Example 2: result is negative
Subtract 5/6 from 3/4. LCD(4, 6) = 12:
$$\frac{3}{4} - \frac{5}{6}: \quad \text{LCD}(4, 6) = 12 \implies \frac{9}{12} - \frac{10}{12} = \frac{-1}{12}$$
3/4 → 9/12, 5/6 → 10/12. Since 9 < 10, the result is negative: −1/12.
| Problem | LCD | After converting | Result |
|---|---|---|---|
| 3/4 − 1/4 | 4 | 3/4 − 1/4 | 2/4 = 1/2 |
| 5/6 − 1/3 | 6 | 5/6 − 2/6 | 3/6 = 1/2 |
| 7/8 − 1/2 | 8 | 7/8 − 4/8 | 3/8 |
| 2/3 − 3/4 | 12 | 8/12 − 9/12 | −1/12 |
| 5/6 − 5/6 | 6 | 5/6 − 5/6 | 0 |
| 9/10 − 2/5 | 10 | 9/10 − 4/10 | 5/10 = 1/2 |
When the result is negative
If the second fraction is larger than the first, the result is a negative fraction. This is completely valid — the sign lives in the numerator. For example, 3/4 − 5/6 = −1/12. The magnitude of the result follows the same LCD and simplification steps; the sign is determined by which numerator is larger after conversion.
Subtracting a negative fraction
Subtracting a negative fraction is equivalent to adding its positive counterpart — two negatives make a positive:
$$\frac{1}{2} - \left(-\frac{1}{3}\right) = \frac{1}{2} + \frac{1}{3} = \frac{5}{6}$$
This follows directly from the rule that a − (−b) = a + b. The same LCD method applies; only the sign of the second numerator flips.
Subtracting mixed numbers
Convert each mixed number to an improper fraction before subtracting:
$$3\frac{1}{2} - 1\frac{2}{3} = \frac{7}{2} - \frac{5}{3} = \frac{21}{6} - \frac{10}{6} = \frac{11}{6} = 1\frac{5}{6}$$
Steps: 3½ = 7/2, 1⅔ = 5/3. LCD(2, 3) = 6. Convert: 21/6 − 10/6 = 11/6. As a mixed number: 1⅚.
An alternative method subtracts whole numbers and fractions separately, but requires a "borrow" step when the fractional part of the second number is larger — similar to borrowing in column subtraction.
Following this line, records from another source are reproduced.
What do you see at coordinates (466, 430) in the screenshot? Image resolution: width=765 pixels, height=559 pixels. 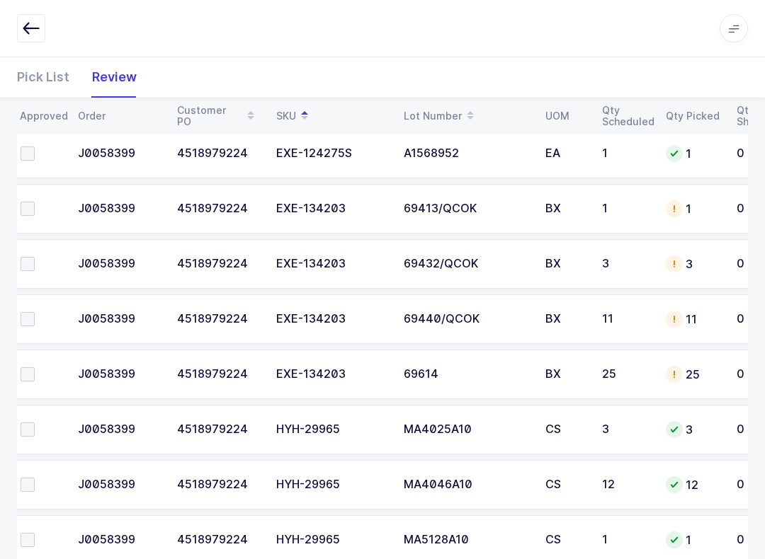 I see `div: MA4025A10` at bounding box center [466, 430].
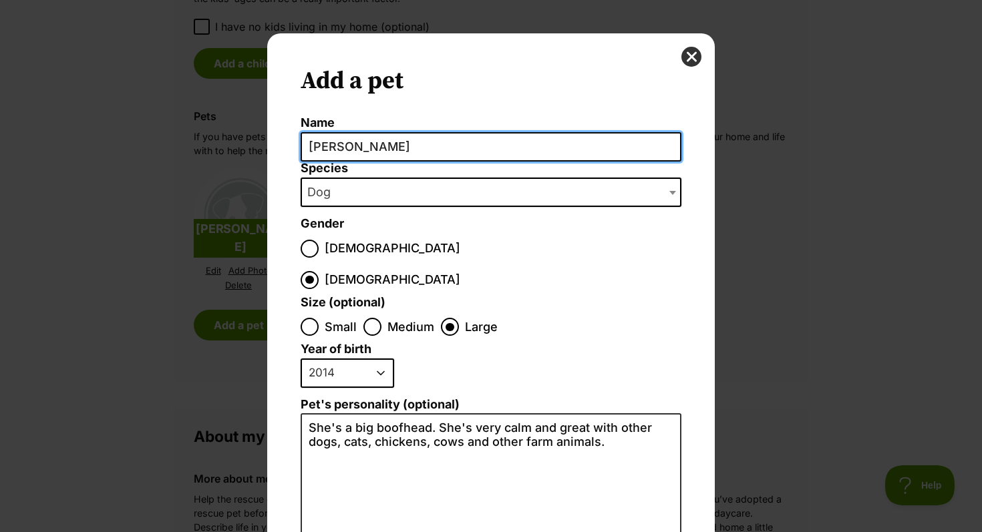  What do you see at coordinates (341, 327) in the screenshot?
I see `span: Small` at bounding box center [341, 327].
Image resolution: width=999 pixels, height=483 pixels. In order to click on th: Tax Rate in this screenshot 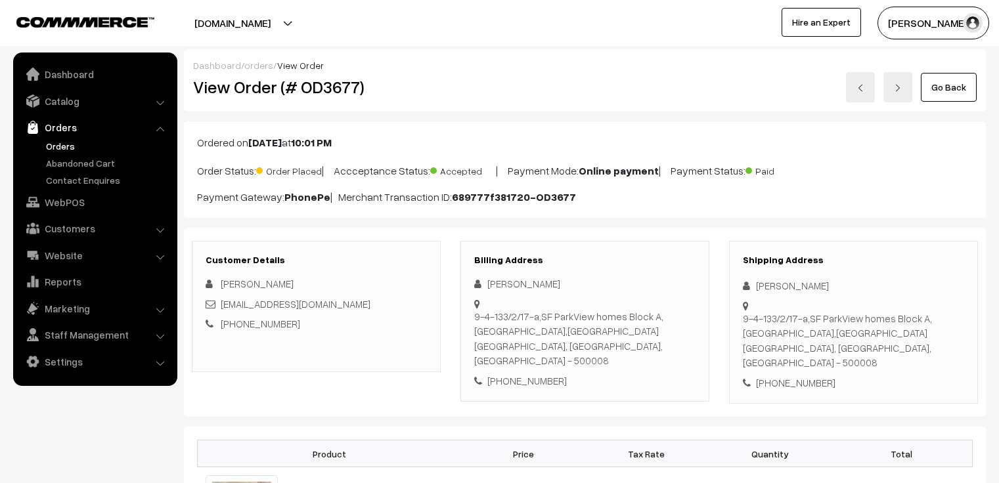, I will do `click(646, 454)`.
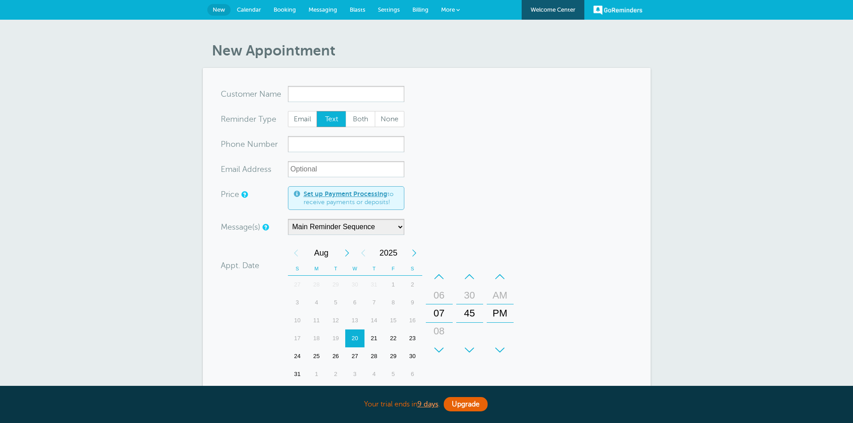 This screenshot has height=423, width=853. Describe the element at coordinates (296, 253) in the screenshot. I see `div: Previous Month` at that location.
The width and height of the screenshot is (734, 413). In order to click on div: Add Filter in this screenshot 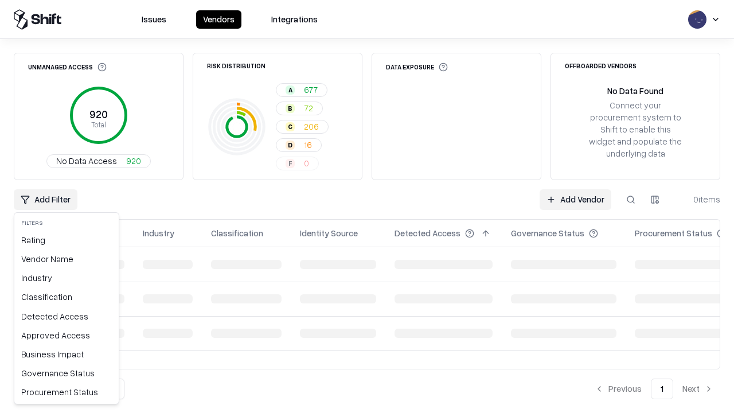, I will do `click(67, 308)`.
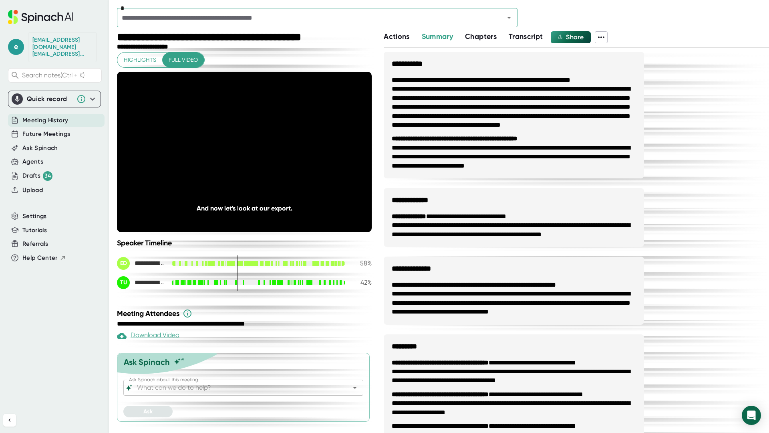  Describe the element at coordinates (63, 47) in the screenshot. I see `div: edotson@starrez.com edotson@starrez.com` at that location.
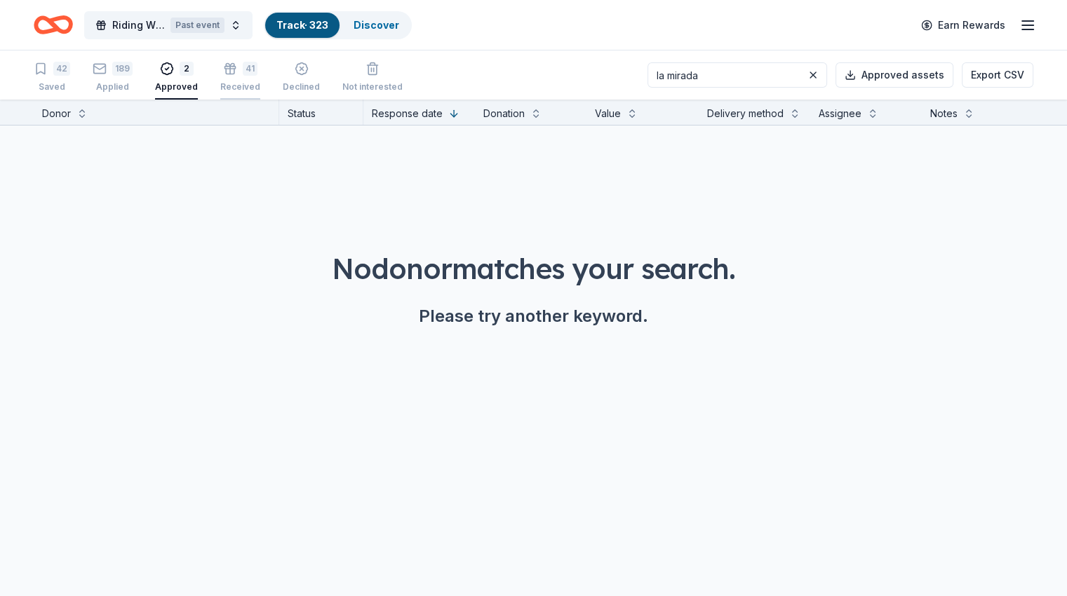 The image size is (1067, 596). I want to click on div: 41, so click(250, 69).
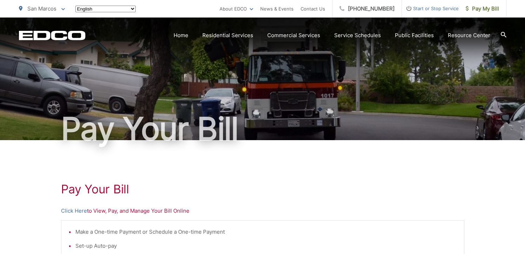 This screenshot has width=525, height=254. What do you see at coordinates (237, 9) in the screenshot?
I see `a: About EDCO` at bounding box center [237, 9].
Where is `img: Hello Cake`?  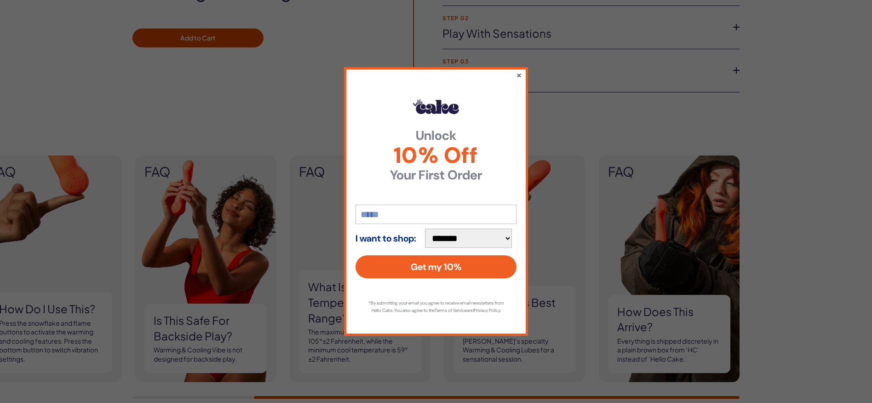
img: Hello Cake is located at coordinates (436, 107).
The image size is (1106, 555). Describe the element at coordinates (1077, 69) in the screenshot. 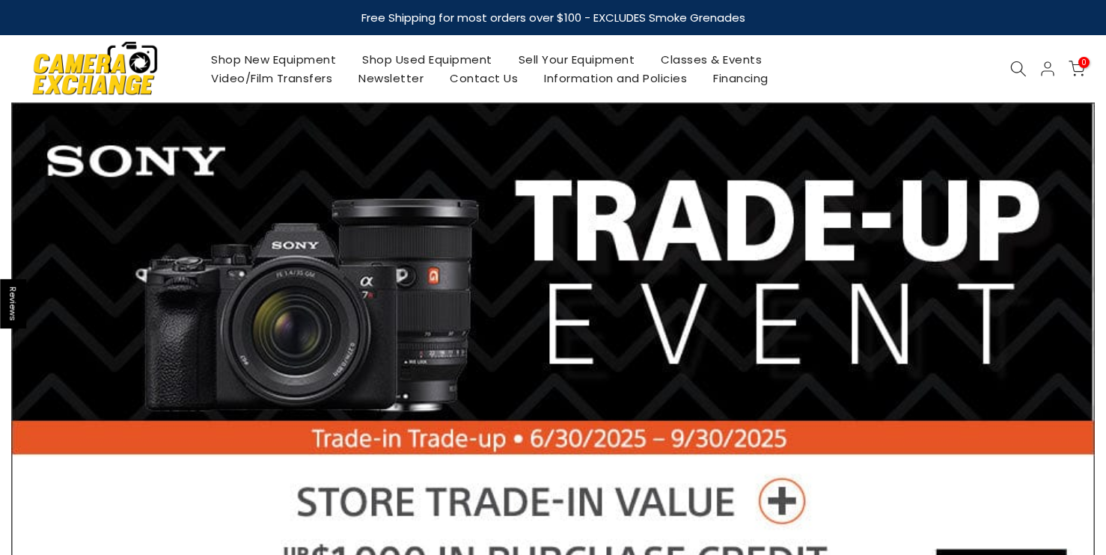

I see `a: 0` at that location.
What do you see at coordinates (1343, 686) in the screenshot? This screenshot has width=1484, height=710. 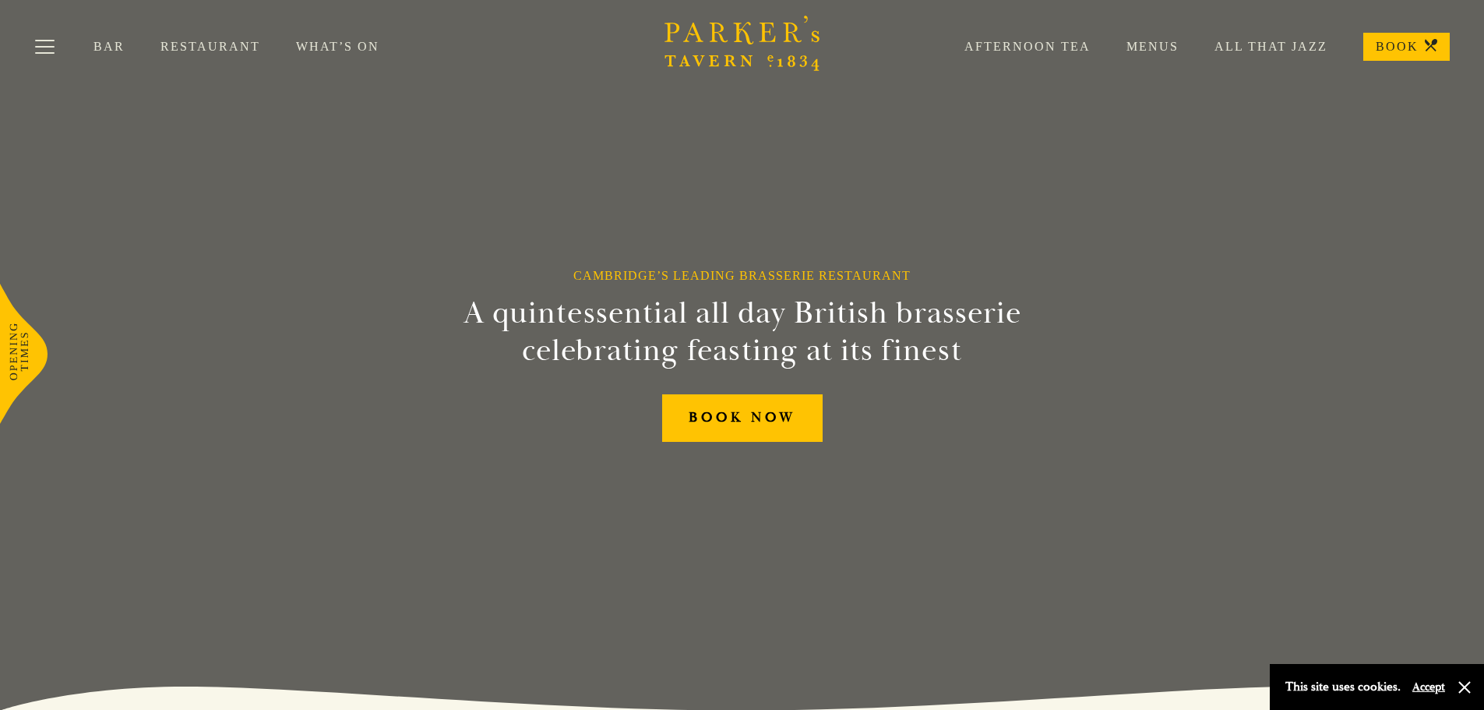 I see `p: This site uses cookies.` at bounding box center [1343, 686].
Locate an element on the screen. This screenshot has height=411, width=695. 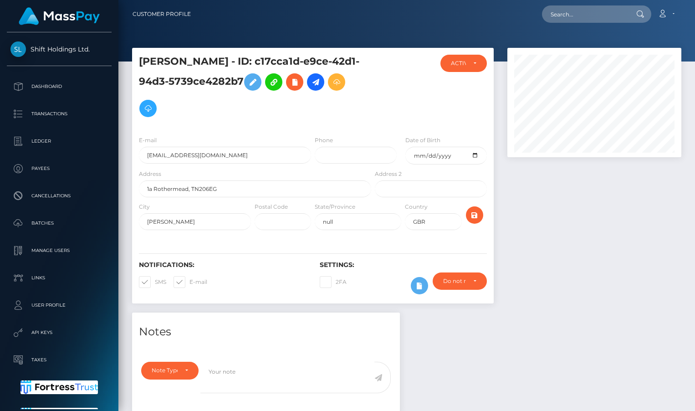
p: Batches is located at coordinates (59, 223).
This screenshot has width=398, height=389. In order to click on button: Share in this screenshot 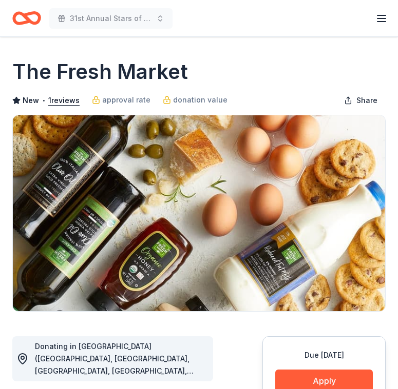, I will do `click(360, 101)`.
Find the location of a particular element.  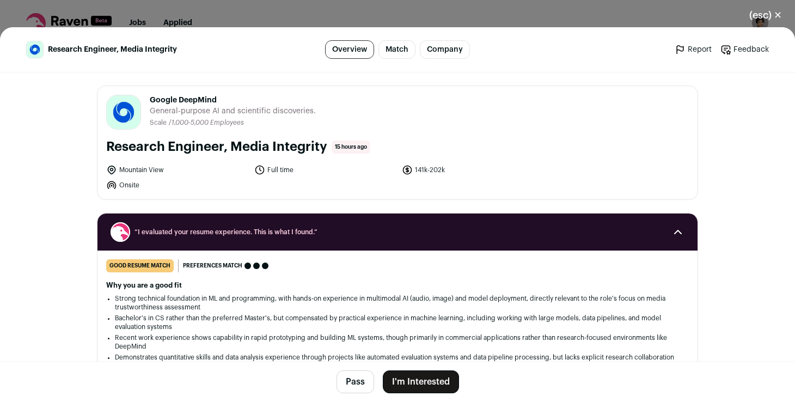

h1: Research Engineer, Media Integrity is located at coordinates (217, 147).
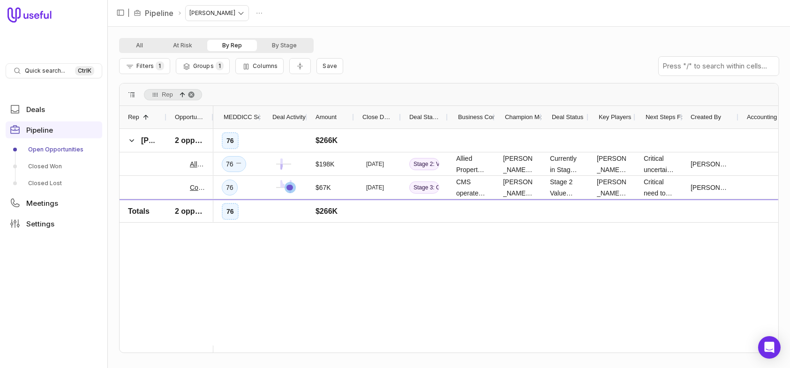 This screenshot has height=368, width=790. I want to click on span: Opportunity, so click(190, 117).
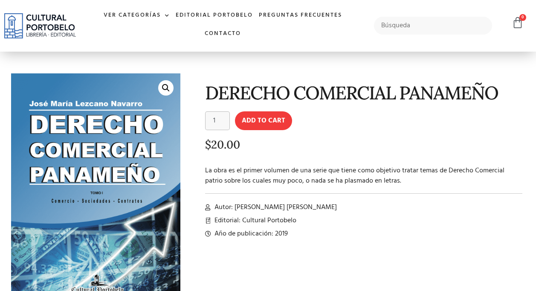 The image size is (536, 291). What do you see at coordinates (523, 17) in the screenshot?
I see `span: 0` at bounding box center [523, 17].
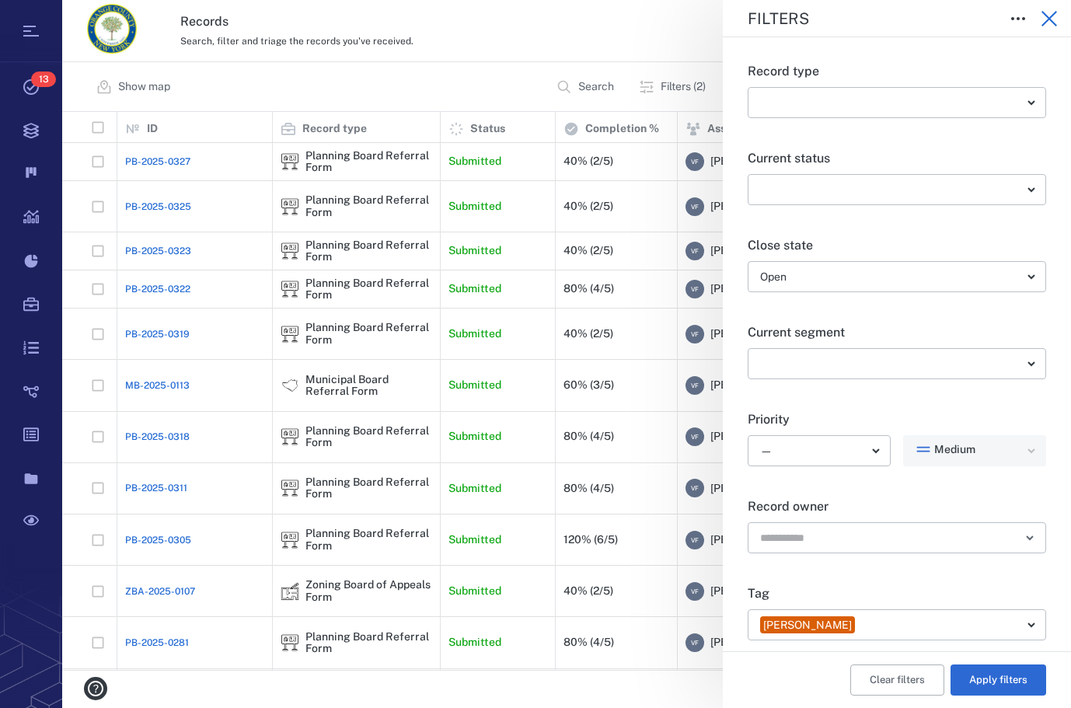 This screenshot has width=1071, height=708. I want to click on div: Open, so click(891, 277).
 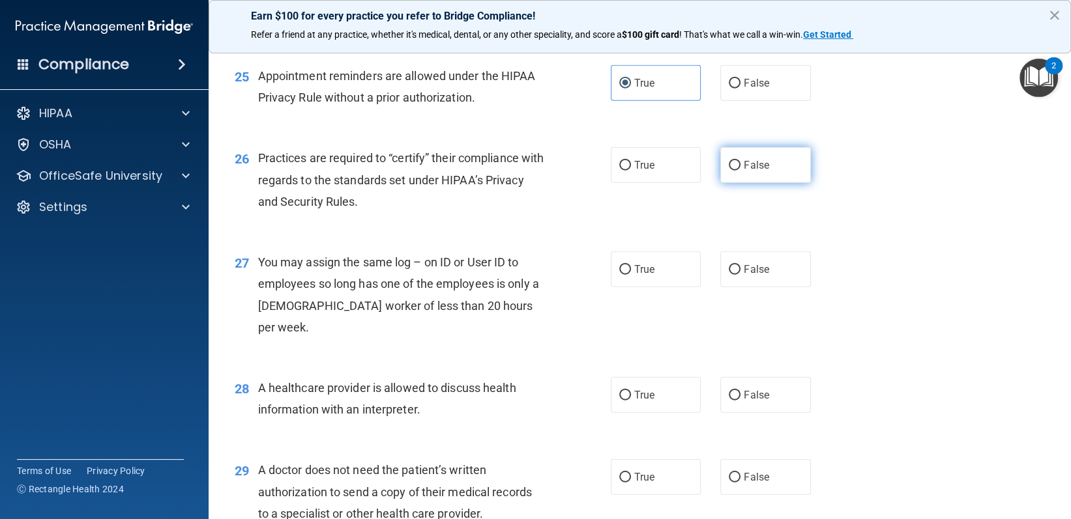 What do you see at coordinates (387, 399) in the screenshot?
I see `span: A healthcare provider is allowed to discuss health information with an interpreter.` at bounding box center [387, 399].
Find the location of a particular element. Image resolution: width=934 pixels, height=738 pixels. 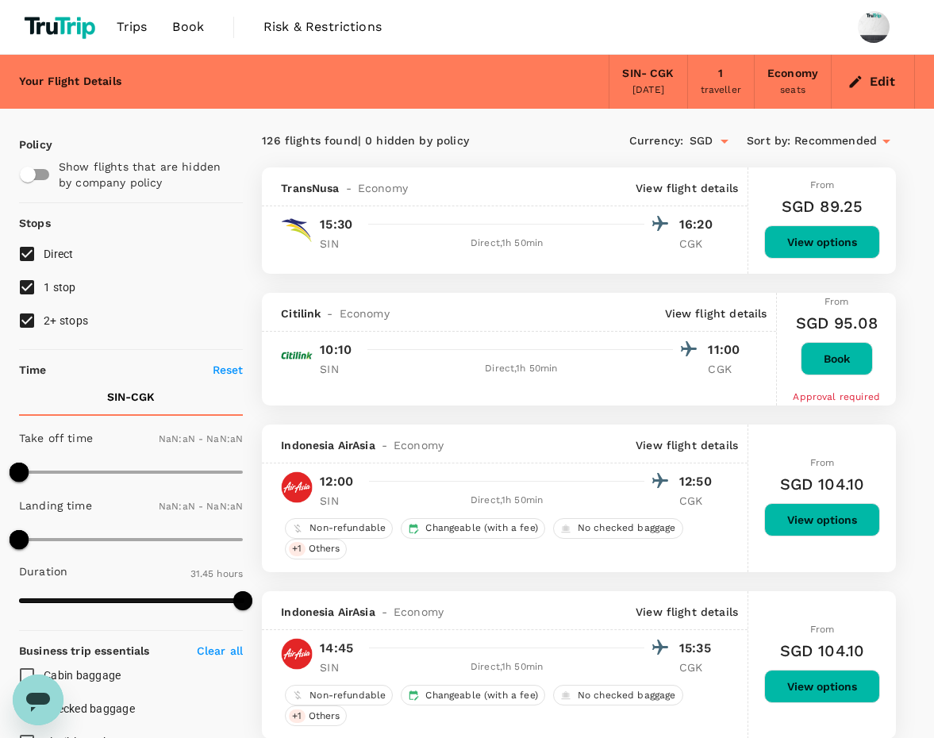

div: 126 flights found | 0 hidden by policy is located at coordinates (420, 141).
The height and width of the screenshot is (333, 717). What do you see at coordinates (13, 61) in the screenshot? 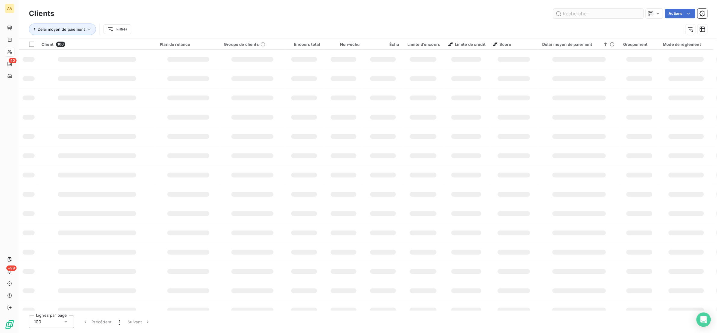
I see `span: 40` at bounding box center [13, 61].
Converting to improper fractions first avoids this complication.
Common mistakes
Subtracting the denominators
The denominator defines part size and must not change. 5/8 − 3/8 ≠ 2/0 and ≠ 2/5. The correct answer is 2/8 = 1/4. Only numerators are subtracted once both fractions share the same denominator.
Subtracting in the wrong order
Fraction subtraction is not commutative: a/b − c/d ≠ c/d − a/b (unless both are equal). 3/4 − 1/4 = 2/4, but 1/4 − 3/4 = −2/4. The second fraction is always subtracted from the first.
Forgetting to simplify
Always check whether the result shares a common factor between numerator and denominator. 6/8 is not in simplest form; GCD(6, 8) = 2 gives 3/4.
Not converting mixed numbers first
Subtracting 2½ − 1¾ by handling whole and fractional parts separately requires a borrow when ¾ > ½. Converting to improper fractions (5/2 − 7/4 = 10/8 − 7/8 = 3/8) is more reliable and less error-prone.
Frequently asked questions
How do you subtract fractions with different denominators?
Find the LCD of both denominators, convert each fraction to that denominator, subtract the second numerator from the first, and simplify the result by dividing numerator and denominator by their GCD.
Can you subtract fractions with the same denominator directly?
Yes — subtract the second numerator from the first and keep the denominator unchanged. 5/8 − 3/8 = 2/8 = 1/4.
What if the result is negative?
A negative result is valid. It means the second fraction is larger than the first. The sign is carried in the numerator, and the fraction is otherwise simplified normally.
How do you subtract a negative fraction?
Subtracting a negative is the same as adding its positive. 1/2 − (−1/3) = 1/2 + 1/3 = 5/6.
How do you subtract mixed numbers?
Convert each mixed number to an improper fraction (whole × denominator + numerator, over the denominator), then subtract using the standard LCD method.
Why can't you subtract the denominators?
The denominator defines the size of each part. Subtracting denominators would change that size and produce a wrong answer. Only numerators change once both fractions share the same denominator.